Sergio Luzzatto
Professional affiliation
Full Biography
Sergio Luzzatto is professor and the Emiliana Pasca Noether Chair in Modern Italian History at the University of Connecticut. He was born in Italy, and received his Ph.D from Scuola Normale Superiore, Pisa, as well as from École des Hautes Études en Sciences Sociales, Paris. Before joining UConn, he taught for almost twenty years at the University of Turin, as a full professor in European Modern History. His four monographs on French history (Mémoire de la Terreur, 1991; L’impôt du sang, 1996; L’automne de la Révolution, 2001; Bonbon Robespierre, 2010) have been translated into French and have been widely reviewed not only in academic publications, but also in the cultural press. Three of his books on Italian history (The Body of Il Duce, 2005; Padre Pio, 2010; Primo Levi’s Resistance, 2016) have been translated into English by Metropolitan Books and into French by the eminent publishing house Gallimard. His book on Padre Pio won the Cundill History Prize in 2011. Since 2001, he has been a regular contributor to the cultural pages of Italy’s leading newspapers: La Stampa, Corriere della Sera, and Il Sole 24 Ore.
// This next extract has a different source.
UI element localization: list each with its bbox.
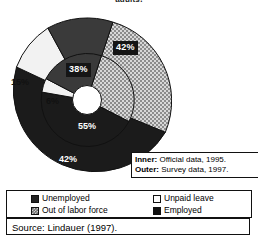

His latest monograph, the Holocaust-related I bambini di Moshe (2018), is due for translation into English and/or Hebrew by Yad Vashem Publications in Jerusalem. As a general editor, he designed and coordinated, together with Victoria de Grazia, the two-volume Dizionario del fascismo (“Dictionary of Fascism”: Einaudi, Turin 2002-2003). His current research project deals with the history of terrorism in Italy, from the late 1960s to the early 1980s.